12.21

12.21 by Dustin Thomason

Book: 12.21 by Dustin Thomason Read Free Book Online
Authors: Dustin Thomason
moment she saw the codex, Chel had wanted to call Victor Granning, but she was too afraid of how he might react. They hadn’tspoken in months; she had good reasons for avoiding him. “We’ll be just fine on our own,” she told Rolando.
    “Okay,” he said. He knew better than to press. Granning was a sore spot. Chel loved her old mentor, but he was too much of a diehard. And a little nuts.

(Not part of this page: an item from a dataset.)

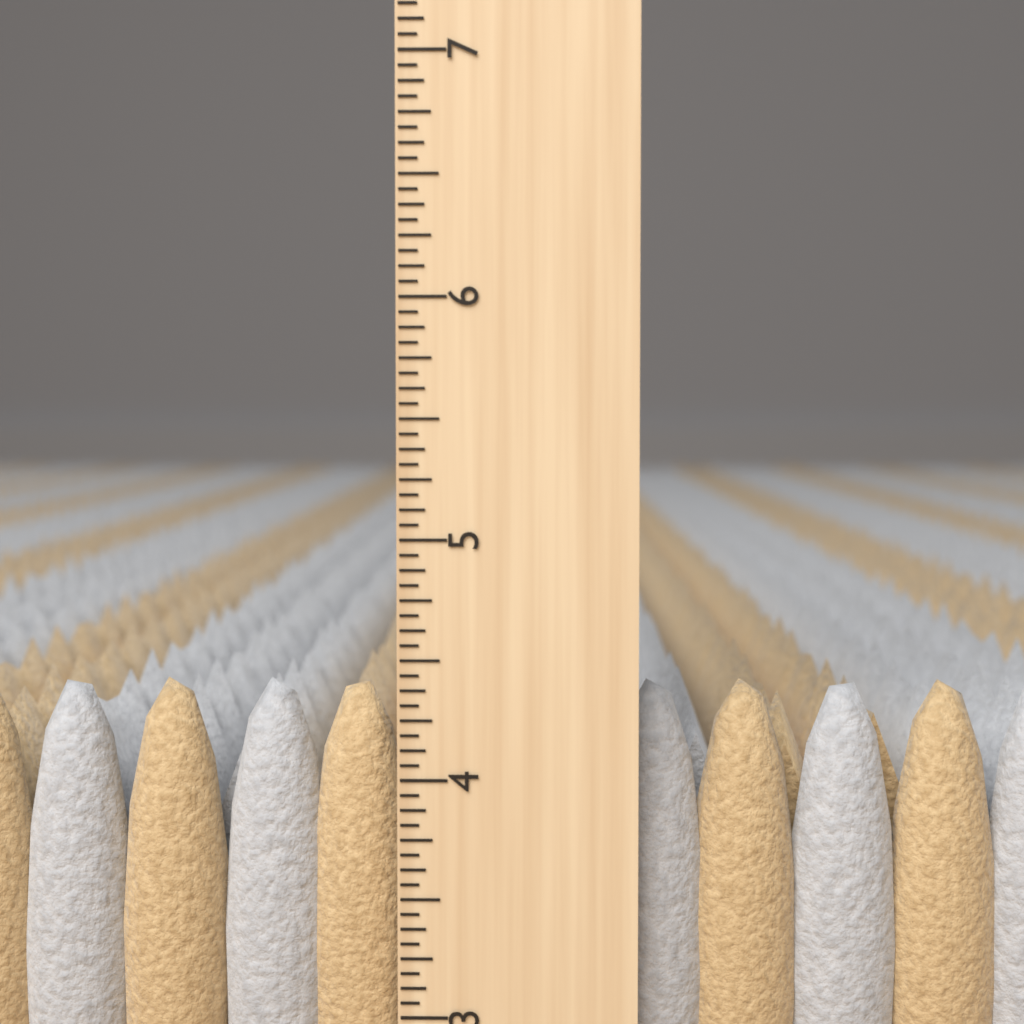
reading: 4.3750 inch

    Trying to put Granning out of her mind, Chel studied the puzzle of “stacked” glyphs Rolando had started to assemble from the first page:

    Mayan glyphs came in two basic varieties. They could be combinations of syllables strung together to approximate the sound of words (just like English or other alphabetical systems). But often they were more like Chinese, with each glyph or glyph combination symbolizing an object or idea. Once Chel had broken the blocks down and deciphered each component, using the established catalogs of one hundred fifty decoded syllables and the catalog of the eight hundred-plus known “picture” glyphs, she strung them into sentences.
    Words like
jäb
were entirely familiar; it was the same word the modern Qu’iche used for
rain
. Some, like
wulij
, could only be loosely translated, because there was no corresponding word in English: to
take down
was the closest she could get, carrying none of the religious implications the word had in Mayan. Researchers had identified about a hundred fifty glyphs that still hadn’t been deciphered, and not only did a few of these appear on the very first page of the codex, there were others Chel had never seen before. When the entire text was reconstructed, she suspected there would be dozens of new glyphs to analyze.

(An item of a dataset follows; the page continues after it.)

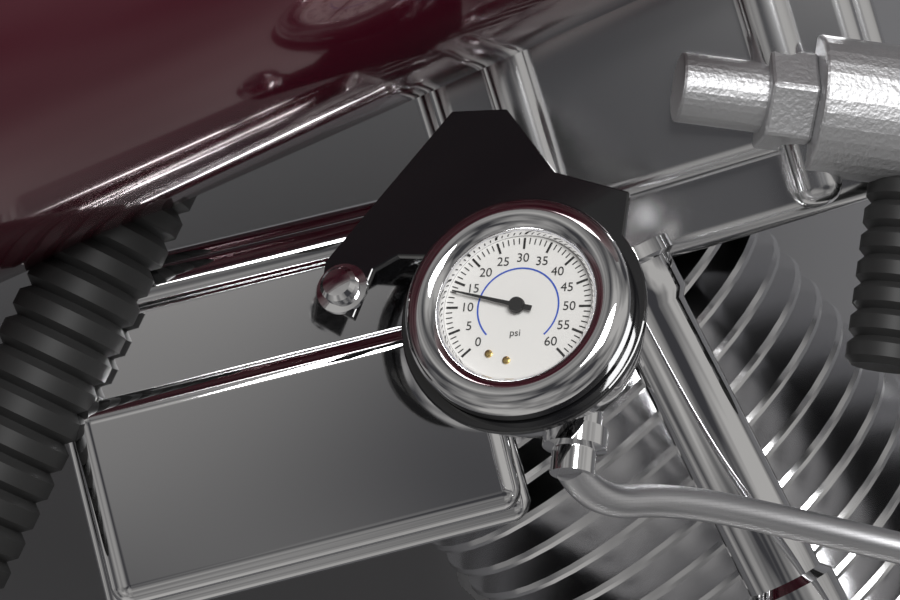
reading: 13 psi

    Three hours later, Chel’s legs had cramped, and her eyes were so dry and irritated that she had to replace her contacts with the glasses she hated. But finally they had a rough translation of the first glyph block:
    Come rain is none, ___ of nourishment, ___ star’s half cycle. Harvest, take down fields of Kanuataba, raze ___ and trees, push out deer, birds, jaguar, land guardians. Rededication ___ tracts. Destroy hillsides, swarm insects, fed leaves soils are not. Have none, shelter, animals, butterflies, plants given by Holy Bearer for spirit lives. Bear no flesh, animals, cook us
.
    Yet for Chel, these literal words weren’t enough—a completed translation had to capture the essence of what the scribe was trying to convey. Codices were written from the perspective of an omniscient narrator, and they were often very formal in tone. So she did her best to insert missing words from context and typical word pairings seen in the other books until they had a better rendering of the first paragraph:
    No rain has come to give nourishment in a half cycle of the great star. The fields of Kanuataba have been harvested and destroyed, the trees and plants razed, and the deer and birds and jaguar guardians of the land have been pushed out. Farming tracts cannot be rededicated. Hillsides have been ruined, insects swarm, and soils are no longer fed by falling leaves. The animals and butterflies and plants given by the Holy Bearer have nowhere to go to continue their spirit lives. The animals bear no flesh for cooking
.
    “It’s talking about a drought,” Rolando said. “Who would’ve been allowed to write something like this?”
    Chel had never seen anything like it. Written Maya records were generally ancient press releases for kings. The royal “scribes” who wrote them—half press secretaries, half religious leaders—didn’t dare mention anything that undermined their rulers.
    Never before had Chel seen a scribe writing about the difficulties ofdaily life. Predictions of rain were inscribed on stone columns at the ruins and in the Madrid and Dresden Codices, but for a scribe to report an ongoing drought was unheard of. It was a king’s job to bring the rains, and such a discussion would embarrass any king who couldn’t deliver.